The best speech at the NDC manifesto launch is a dark joke that gives jitters
For a night not billed for great orators or speeches, it was still the turn of the NDC’s sales team to sell to us their manual of the future they intend to build.
Like marriage certificates, manifestos are given way before the real deal and in no way guarantee, no matter the environment or circumstances that led to their coming into being, a successful government
Yet still, like courtship, they are a required ingredient to get through to that dream of convincing that damsel into marriage
So the NDC did put on a good show.
Yes, no one expected a defining speech yet we got one; at least I think I heard one; and perhaps the best lucid I have heard from that individual yet.
Guaranteed that I have not been around here that long to really appreciate the entirety of his political career and all the speeches he may have given, Johnson Asiedu Nketiah’s speech at the manifesto launch may have been one of the best yet.
The general secretary who is on the way to becoming the longest-serving General Secretary of a political party, gave one of the shortest speeches of the night; a speech he so elegantly delivered beginning with a joke or as he put it, a story.
But that story was a dark joke that gave me and still gives me jitters when I think about it.
How I feel about that joke doesn’t really take away from how great it was as a prelude to the message he intended to deliver or how it was well woven into the concept and ideology he tried to espouse on the night. If anything at all, it was delivered extemporarily and was straight to the point, it only didn’t make it look like a speech from the heart but one that had all the great elements of a good speech.
Perhaps, he was the only one who did not refer to any particular detail of the manifesto but sold you an aspiration of the government in waiting and political party.
The General’s speech put the NDC in a light I have seen it before, as a progressive entity.

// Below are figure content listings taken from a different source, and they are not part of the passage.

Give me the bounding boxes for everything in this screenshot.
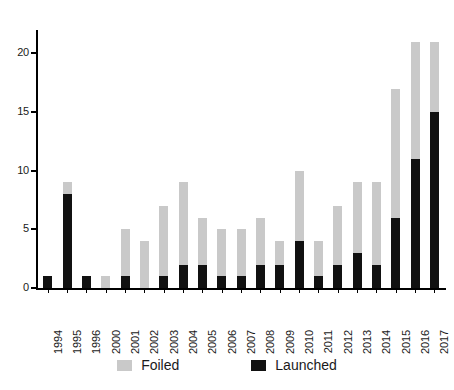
bar-segment-launched[interactable] (353, 253, 362, 288)
bar-segment-launched[interactable] (237, 276, 246, 288)
bar-group[interactable] (217, 30, 226, 288)
bar-segment-launched[interactable] (159, 276, 168, 288)
bar-segment-launched[interactable] (63, 194, 72, 288)
bar-group[interactable] (256, 30, 265, 288)
bar-group[interactable] (43, 30, 52, 288)
bar-series-container (38, 30, 444, 288)
bar-group[interactable] (237, 30, 246, 288)
bar-segment-foiled[interactable] (63, 182, 72, 194)
x-axis-tick (144, 290, 145, 293)
x-axis-tick (125, 290, 126, 293)
bar-group[interactable] (411, 30, 420, 288)
legend-item[interactable]: Foiled (117, 358, 179, 372)
bar-segment-launched[interactable] (82, 276, 91, 288)
bar-group[interactable] (140, 30, 149, 288)
bar-segment-foiled[interactable] (275, 241, 284, 264)
bar-group[interactable] (179, 30, 188, 288)
y-axis-tick (31, 111, 37, 113)
bar-group[interactable] (295, 30, 304, 288)
x-axis-tick (357, 290, 358, 293)
x-axis-tick (222, 290, 223, 293)
bar-segment-foiled[interactable] (256, 218, 265, 265)
bar-group[interactable] (82, 30, 91, 288)
bar-segment-foiled[interactable] (372, 182, 381, 264)
x-axis-tick-label: 2006 (227, 330, 238, 354)
bar-segment-foiled[interactable] (198, 218, 207, 265)
x-axis-tick (318, 290, 319, 293)
bar-group[interactable] (275, 30, 284, 288)
legend-label: Launched (275, 358, 337, 372)
bar-segment-launched[interactable] (217, 276, 226, 288)
bar-group[interactable] (159, 30, 168, 288)
bar-segment-foiled[interactable] (391, 89, 400, 218)
x-axis-tick-label: 2010 (304, 330, 315, 354)
bar-segment-foiled[interactable] (295, 171, 304, 241)
x-axis-tick (415, 290, 416, 293)
bar-group[interactable] (198, 30, 207, 288)
bar-group[interactable] (353, 30, 362, 288)
bar-segment-launched[interactable] (333, 265, 342, 288)
bar-group[interactable] (430, 30, 439, 288)
legend-label: Foiled (141, 358, 179, 372)
y-axis-tick-label-wrap: 5 (0, 223, 29, 234)
bar-segment-launched[interactable] (295, 241, 304, 288)
bar-segment-launched[interactable] (121, 276, 130, 288)
bar-segment-launched[interactable] (179, 265, 188, 288)
bar-segment-launched[interactable] (391, 218, 400, 288)
bar-segment-foiled[interactable] (333, 206, 342, 265)
bar-segment-foiled[interactable] (237, 229, 246, 276)
bar-group[interactable] (333, 30, 342, 288)
bar-segment-launched[interactable] (372, 265, 381, 288)
bar-segment-foiled[interactable] (159, 206, 168, 276)
x-axis-tick (106, 290, 107, 293)
legend-item[interactable]: Launched (251, 358, 337, 372)
y-axis-tick-label-wrap: 10 (0, 165, 29, 176)
bar-segment-launched[interactable] (43, 276, 52, 288)
x-axis-tick (396, 290, 397, 293)
y-axis-tick-label-wrap: 15 (0, 106, 29, 117)
bar-group[interactable] (63, 30, 72, 288)
y-axis-tick-label-wrap: 20 (0, 47, 29, 58)
bar-segment-foiled[interactable] (217, 229, 226, 276)
x-axis-tick (67, 290, 68, 293)
x-axis-tick-label: 1994 (53, 330, 64, 354)
bar-group[interactable] (121, 30, 130, 288)
bar-group[interactable] (314, 30, 323, 288)
x-axis-tick (376, 290, 377, 293)
x-axis-tick-label: 2001 (130, 330, 141, 354)
bar-segment-foiled[interactable] (121, 229, 130, 276)
legend-swatch-launched (251, 360, 266, 371)
y-axis-tick (31, 170, 37, 172)
x-axis-tick (434, 290, 435, 293)
bar-segment-foiled[interactable] (140, 241, 149, 288)
y-axis-tick-label: 5 (3, 223, 29, 234)
bar-group[interactable] (372, 30, 381, 288)
x-axis-tick (241, 290, 242, 293)
y-axis-tick-label: 20 (3, 47, 29, 58)
bar-group[interactable] (101, 30, 110, 288)
chart-legend: FoiledLaunched (0, 352, 454, 378)
bar-group[interactable] (391, 30, 400, 288)
bar-segment-launched[interactable] (198, 265, 207, 288)
bar-segment-launched[interactable] (256, 265, 265, 288)
x-axis-tick-label: 1996 (91, 330, 102, 354)
x-axis-tick-label: 2015 (401, 330, 412, 354)
bar-segment-launched[interactable] (314, 276, 323, 288)
x-axis-tick (86, 290, 87, 293)
stacked-bar-chart: 05101520 1994199519962000200120022003200… (0, 0, 454, 390)
bar-segment-foiled[interactable] (101, 276, 110, 288)
bar-segment-launched[interactable] (411, 159, 420, 288)
bar-segment-foiled[interactable] (179, 182, 188, 264)
y-axis-tick-label: 15 (3, 106, 29, 117)
bar-segment-launched[interactable] (275, 265, 284, 288)
bar-segment-foiled[interactable] (353, 182, 362, 252)
bar-segment-foiled[interactable] (430, 42, 439, 112)
x-axis-tick-label: 2004 (188, 330, 199, 354)
bar-segment-foiled[interactable] (314, 241, 323, 276)
x-axis-tick-label: 2007 (246, 330, 257, 354)
bar-segment-foiled[interactable] (411, 42, 420, 159)
x-axis-tick-label: 2002 (149, 330, 160, 354)
x-axis-tick-label: 2003 (169, 330, 180, 354)
y-axis-tick-label: 0 (3, 282, 29, 293)
bar-segment-launched[interactable] (430, 112, 439, 288)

His speech also gave a good listener the picture of how the NDC as a party has played yet the most significant roles in shaping the political space or dynamics of the country.
From how the party without the ’help’ of the NPP birthed the 1992 constitution, to the picking of a female running mate that breaks away from the traditional ideologies of balancing a presidential ticket to the approach adopted in coming up with the 2020 manifesto.

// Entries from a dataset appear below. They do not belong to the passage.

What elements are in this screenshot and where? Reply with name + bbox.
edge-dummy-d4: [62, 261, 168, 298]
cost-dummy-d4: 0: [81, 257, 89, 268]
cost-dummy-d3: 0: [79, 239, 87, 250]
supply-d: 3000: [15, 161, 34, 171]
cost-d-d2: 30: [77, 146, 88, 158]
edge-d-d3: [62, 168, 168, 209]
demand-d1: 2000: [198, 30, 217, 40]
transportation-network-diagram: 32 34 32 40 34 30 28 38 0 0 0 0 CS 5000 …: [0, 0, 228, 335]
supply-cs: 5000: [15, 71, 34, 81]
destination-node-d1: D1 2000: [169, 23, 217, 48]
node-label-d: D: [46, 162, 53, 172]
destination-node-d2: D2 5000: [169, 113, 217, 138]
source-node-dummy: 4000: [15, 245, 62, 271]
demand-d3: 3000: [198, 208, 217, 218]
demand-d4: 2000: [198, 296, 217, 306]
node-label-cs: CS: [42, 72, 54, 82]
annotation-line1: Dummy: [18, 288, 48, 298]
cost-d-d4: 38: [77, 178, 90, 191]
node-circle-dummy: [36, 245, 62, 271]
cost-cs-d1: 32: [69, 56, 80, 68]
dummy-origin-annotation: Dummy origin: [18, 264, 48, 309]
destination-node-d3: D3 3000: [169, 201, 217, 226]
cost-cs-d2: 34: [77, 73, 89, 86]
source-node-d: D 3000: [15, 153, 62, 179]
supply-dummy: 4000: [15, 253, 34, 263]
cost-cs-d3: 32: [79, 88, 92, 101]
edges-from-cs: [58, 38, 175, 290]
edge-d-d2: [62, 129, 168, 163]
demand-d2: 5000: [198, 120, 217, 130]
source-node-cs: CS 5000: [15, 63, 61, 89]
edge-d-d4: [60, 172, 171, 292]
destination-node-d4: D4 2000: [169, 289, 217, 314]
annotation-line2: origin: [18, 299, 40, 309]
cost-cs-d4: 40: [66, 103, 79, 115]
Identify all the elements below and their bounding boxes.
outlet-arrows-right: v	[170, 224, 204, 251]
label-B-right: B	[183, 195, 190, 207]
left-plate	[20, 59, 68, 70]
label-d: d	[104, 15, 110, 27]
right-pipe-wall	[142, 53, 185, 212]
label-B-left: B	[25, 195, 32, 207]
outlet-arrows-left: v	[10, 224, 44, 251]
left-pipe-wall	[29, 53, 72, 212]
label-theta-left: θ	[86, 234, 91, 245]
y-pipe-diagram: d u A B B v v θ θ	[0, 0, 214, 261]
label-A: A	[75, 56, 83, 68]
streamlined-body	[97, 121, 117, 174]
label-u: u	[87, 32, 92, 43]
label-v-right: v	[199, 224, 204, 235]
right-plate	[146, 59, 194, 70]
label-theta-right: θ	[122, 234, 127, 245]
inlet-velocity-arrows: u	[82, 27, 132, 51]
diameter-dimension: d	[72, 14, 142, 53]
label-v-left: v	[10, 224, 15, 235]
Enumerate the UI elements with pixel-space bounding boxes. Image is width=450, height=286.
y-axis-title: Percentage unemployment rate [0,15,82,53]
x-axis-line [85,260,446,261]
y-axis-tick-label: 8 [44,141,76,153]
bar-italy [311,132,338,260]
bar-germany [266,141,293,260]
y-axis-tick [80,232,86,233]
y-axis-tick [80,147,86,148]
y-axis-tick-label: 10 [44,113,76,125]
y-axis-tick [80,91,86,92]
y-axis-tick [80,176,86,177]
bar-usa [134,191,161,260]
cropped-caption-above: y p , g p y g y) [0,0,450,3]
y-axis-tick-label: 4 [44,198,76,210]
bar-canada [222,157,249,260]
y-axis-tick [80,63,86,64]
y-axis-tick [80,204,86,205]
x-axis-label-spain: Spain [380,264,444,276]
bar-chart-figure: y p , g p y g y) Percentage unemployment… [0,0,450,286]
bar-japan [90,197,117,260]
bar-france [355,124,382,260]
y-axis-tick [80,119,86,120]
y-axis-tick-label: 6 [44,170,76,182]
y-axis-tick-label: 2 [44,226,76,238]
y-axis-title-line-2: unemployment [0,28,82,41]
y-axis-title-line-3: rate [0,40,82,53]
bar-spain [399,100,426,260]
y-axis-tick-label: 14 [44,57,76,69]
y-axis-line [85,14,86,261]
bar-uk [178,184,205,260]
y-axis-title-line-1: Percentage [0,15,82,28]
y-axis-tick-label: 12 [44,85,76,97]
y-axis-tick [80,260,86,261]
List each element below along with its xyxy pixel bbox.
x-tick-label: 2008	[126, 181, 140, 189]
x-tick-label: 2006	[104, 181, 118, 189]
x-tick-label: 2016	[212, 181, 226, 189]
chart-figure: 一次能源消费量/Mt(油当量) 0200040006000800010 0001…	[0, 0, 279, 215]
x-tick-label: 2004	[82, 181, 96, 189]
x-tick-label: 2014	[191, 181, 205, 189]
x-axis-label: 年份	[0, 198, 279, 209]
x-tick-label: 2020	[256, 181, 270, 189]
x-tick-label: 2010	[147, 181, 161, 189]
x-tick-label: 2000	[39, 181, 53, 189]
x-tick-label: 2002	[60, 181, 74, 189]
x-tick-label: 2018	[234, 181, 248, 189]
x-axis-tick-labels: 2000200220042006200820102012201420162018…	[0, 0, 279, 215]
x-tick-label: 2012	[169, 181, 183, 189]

He did not only paint the party as innovative, but like in his own words, as a party that has a thinking out of the box attitude.

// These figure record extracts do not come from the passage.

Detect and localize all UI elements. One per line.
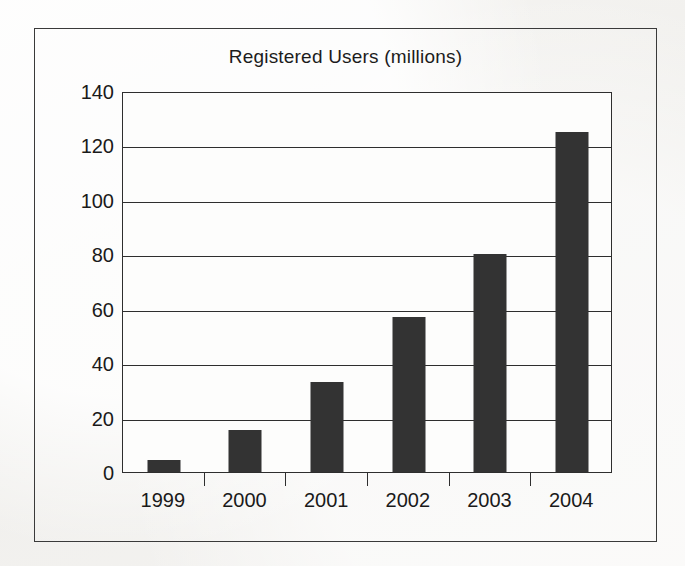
bar-series	[123, 93, 611, 472]
x-axis-tick-mark	[530, 473, 531, 486]
y-axis-tick-label: 100	[81, 189, 114, 212]
y-axis-tick-label: 140	[81, 81, 114, 104]
bar	[311, 382, 344, 472]
x-axis-tick-marks	[122, 473, 612, 487]
x-axis-tick-label: 2000	[222, 489, 267, 512]
bar	[556, 132, 589, 472]
bar-slot	[123, 93, 205, 472]
bar-slot	[531, 93, 613, 472]
x-axis-tick-label: 2002	[386, 489, 431, 512]
bar	[147, 460, 180, 472]
chart-title: Registered Users (millions)	[34, 46, 657, 68]
x-axis-tick-labels: 199920002001200220032004	[122, 489, 612, 519]
x-axis-tick-mark	[204, 473, 205, 486]
y-axis-tick-label: 20	[92, 407, 114, 430]
x-axis-tick-mark	[367, 473, 368, 486]
bar-slot	[450, 93, 532, 472]
y-axis-tick-label: 120	[81, 135, 114, 158]
y-axis-tick-labels: 020406080100120140	[42, 92, 114, 473]
bar-slot	[286, 93, 368, 472]
bar-slot	[368, 93, 450, 472]
y-axis-tick-label: 80	[92, 244, 114, 267]
bar-slot	[205, 93, 287, 472]
bar	[229, 430, 262, 472]
bar	[474, 254, 507, 472]
x-axis-tick-label: 1999	[141, 489, 186, 512]
x-axis-tick-label: 2001	[304, 489, 349, 512]
x-axis-tick-label: 2004	[549, 489, 594, 512]
plot-area	[122, 92, 612, 473]
x-axis-tick-label: 2003	[467, 489, 512, 512]
chart-figure: Registered Users (millions) 020406080100…	[0, 0, 685, 566]
y-axis-tick-label: 0	[103, 462, 114, 485]
bar	[392, 317, 425, 472]
y-axis-tick-label: 40	[92, 353, 114, 376]
y-axis-tick-label: 60	[92, 298, 114, 321]
x-axis-tick-mark	[449, 473, 450, 486]
x-axis-tick-mark	[285, 473, 286, 486]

But the joke that started all these is not lost on me. Its deeper meaning, at least the one I gave it, makes me feel so uncomfortable.
Johnson Asiedu Nketiah told the story of a factory that manufactured pants and for a long time realised it lost some of its products but did not know why. The one time Assembly Member and Member of Parliament for Wenchi West, then revealed the ingenious trick of the workers; who came to work naked and left wearing panties, the only reason they never got caught.
On the surface it was a naughty yet smart joke only someone of the General’s calibre, wits and brazenness can pull off; but it is still a dark joke.
That it also emanated from a politician even more tells of its hidden intentions even not intended.
All I could picture was naked NDC politicians coming to work in government (factory) and leaving with white panties (wealth) they did not work for.
It sure is an overstretch of that story told by the one-time palm wine tapper who got to serve as Deputy Minister of Food and Agriculture in charge of crops but that is our reality with most politicians, you could ask if that inference isn’t the best still.
Perhaps, in that same joke is a confession that should have us relook at the Asset Declaration Act ; that like the factory protocol that assumes because workers come clothed, thus are wearing panties and so, is unable to tell who came naked and leaving with a panty they didn’t deserve.
By Cyril Dogbe|editors.3news.com
The writer is a producer, News Planning and Research Manager with the Media General Group. Views expressed in this article are entirely the writer’s and do not in any way reflect the position of editors.3news.com or any of its affiliates.